Give the data again exactly, stopping after the "The width and" line.
(Beginning of Dataset extract)
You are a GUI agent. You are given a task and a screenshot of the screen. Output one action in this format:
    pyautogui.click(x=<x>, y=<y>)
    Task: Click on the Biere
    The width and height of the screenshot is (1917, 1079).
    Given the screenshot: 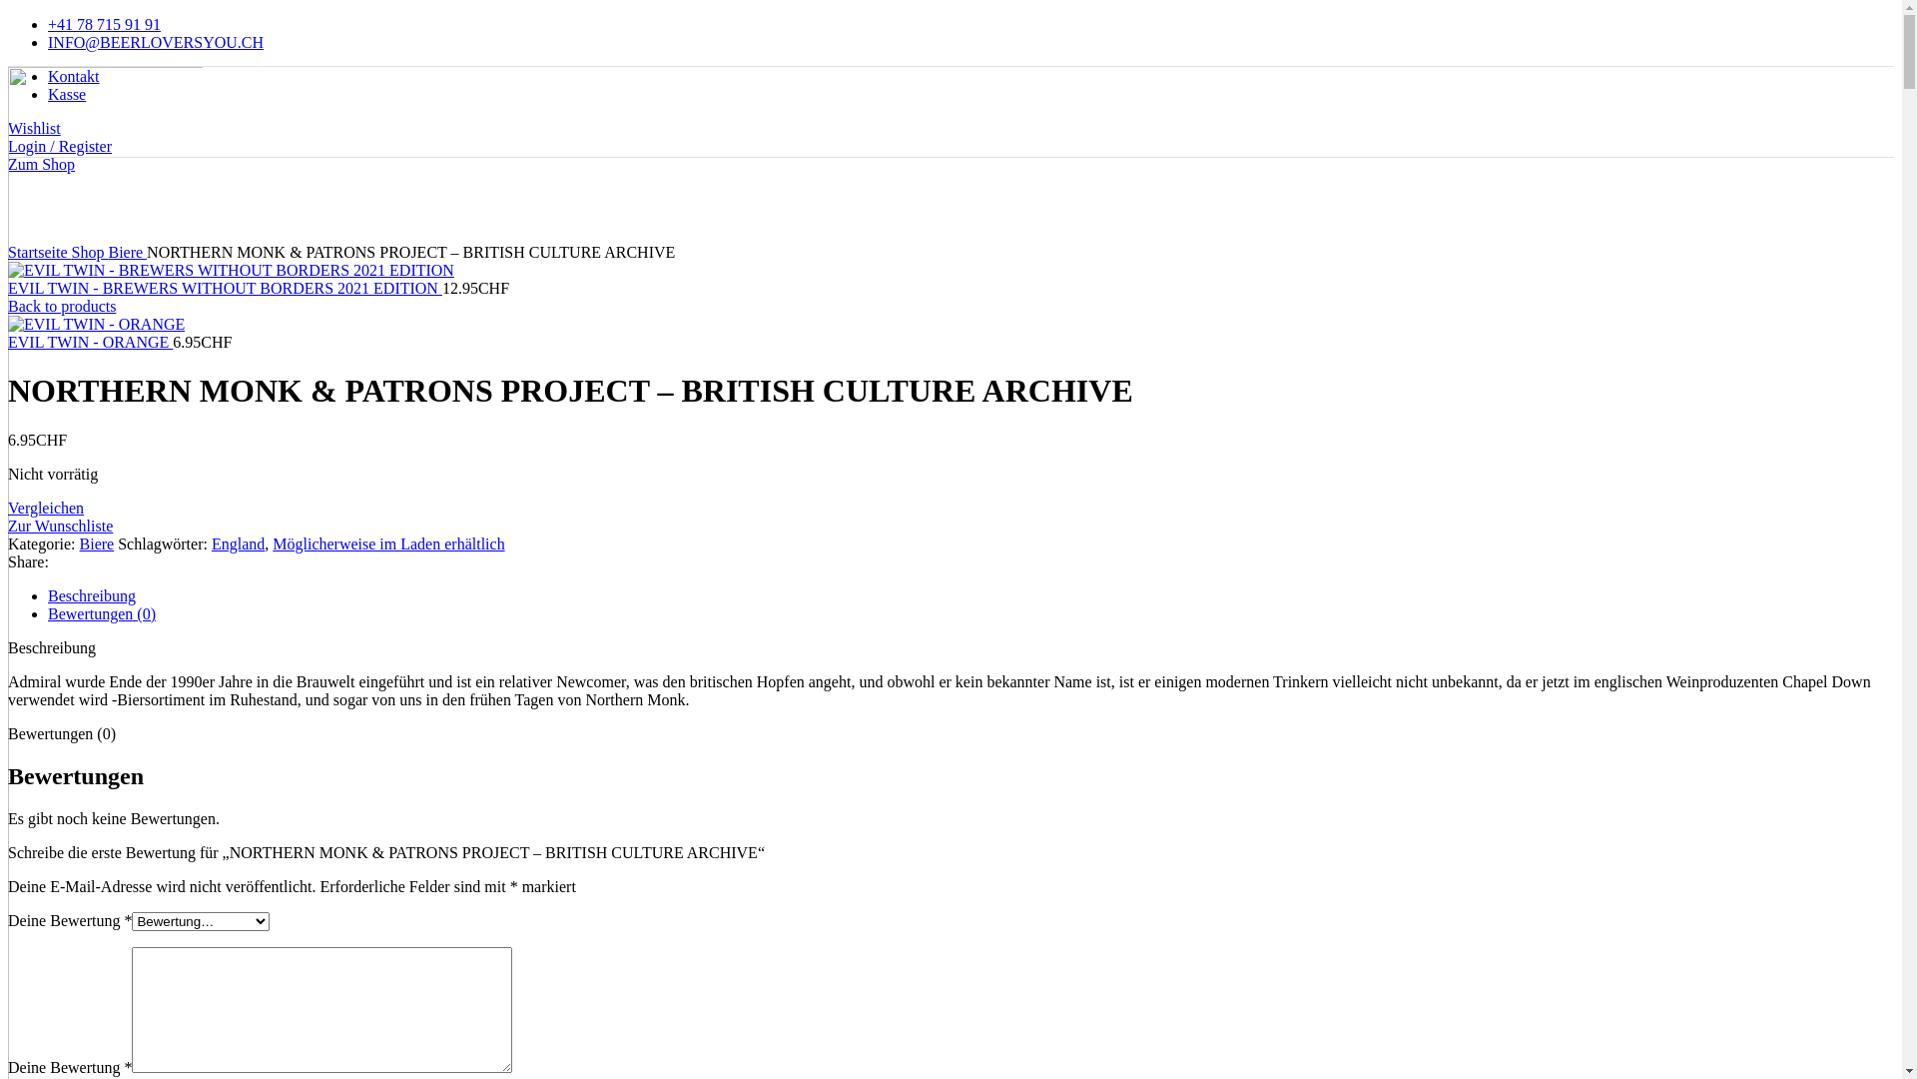 What is the action you would take?
    pyautogui.click(x=98, y=543)
    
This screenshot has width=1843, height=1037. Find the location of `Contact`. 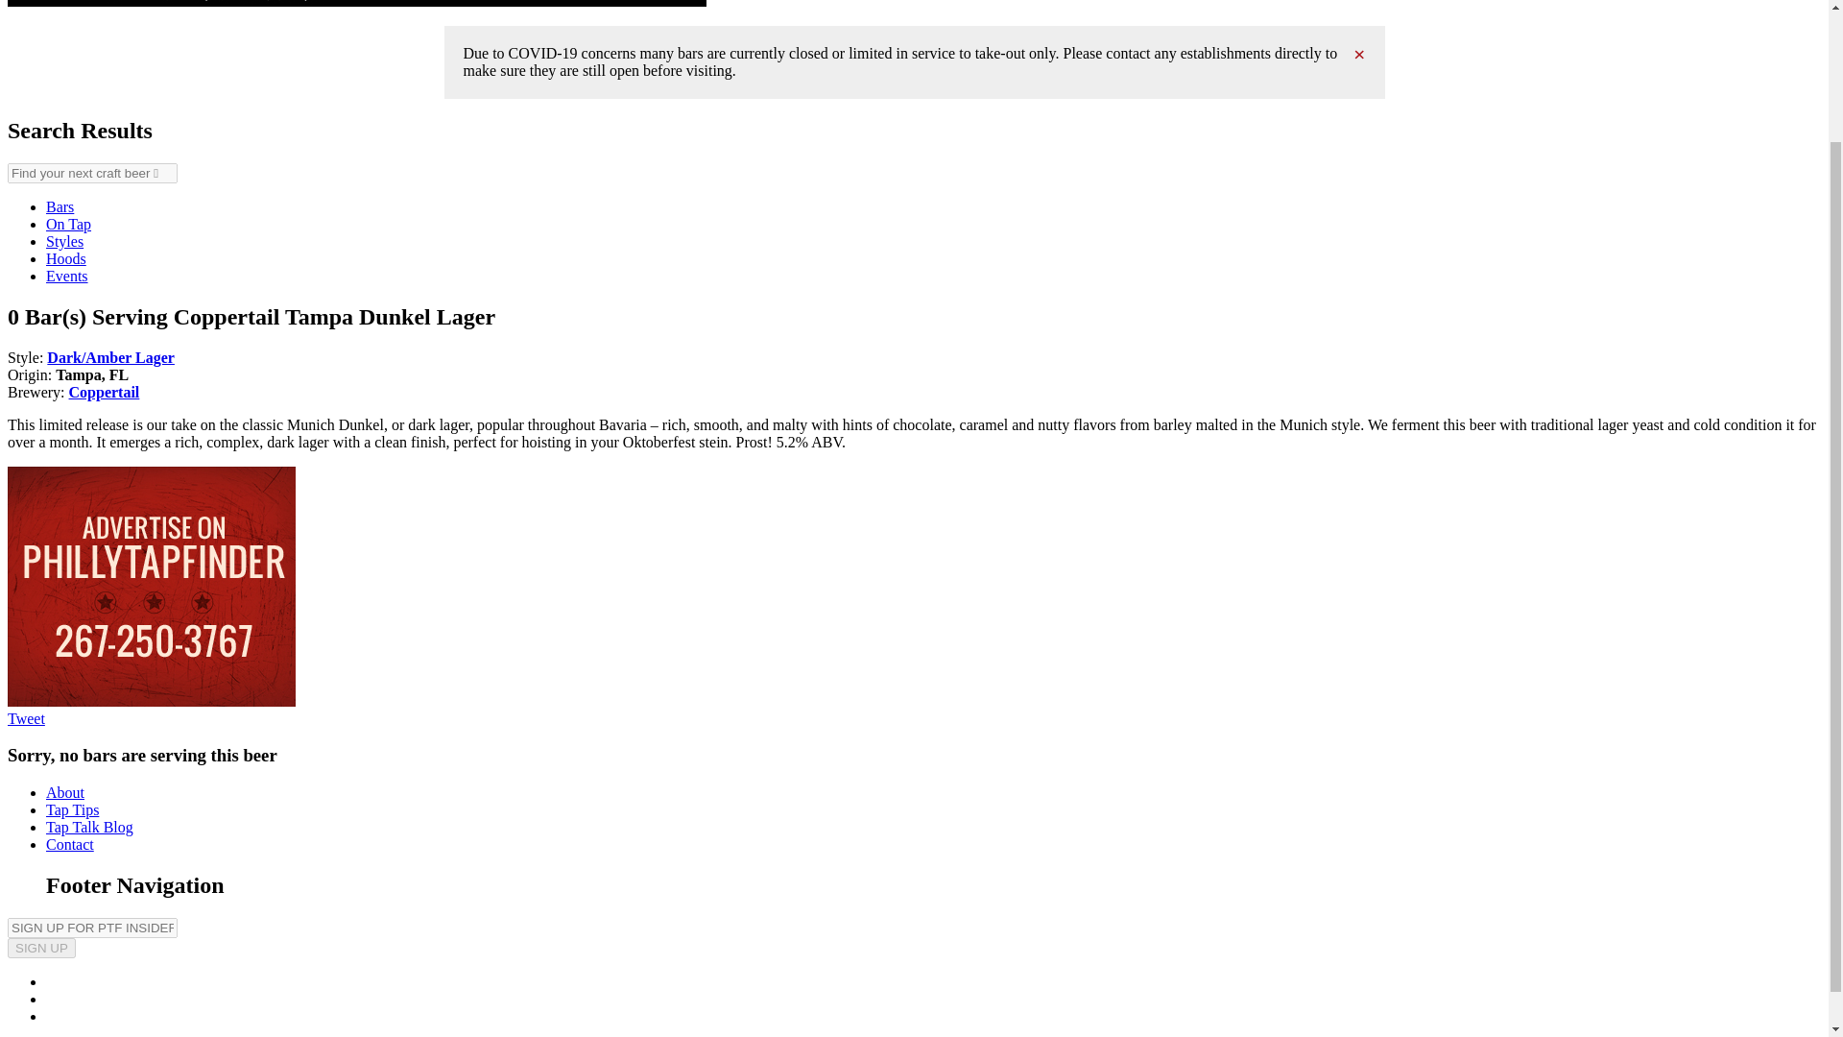

Contact is located at coordinates (69, 843).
(End of Dataset extract)
(Worked solution):
You are a GUI agent. You are given a task and a screenshot of the screen. Output one action in this format:
    pyautogui.click(x=<x>, y=<y>)
    Task: Click on the Biere
    The width and height of the screenshot is (1917, 1079).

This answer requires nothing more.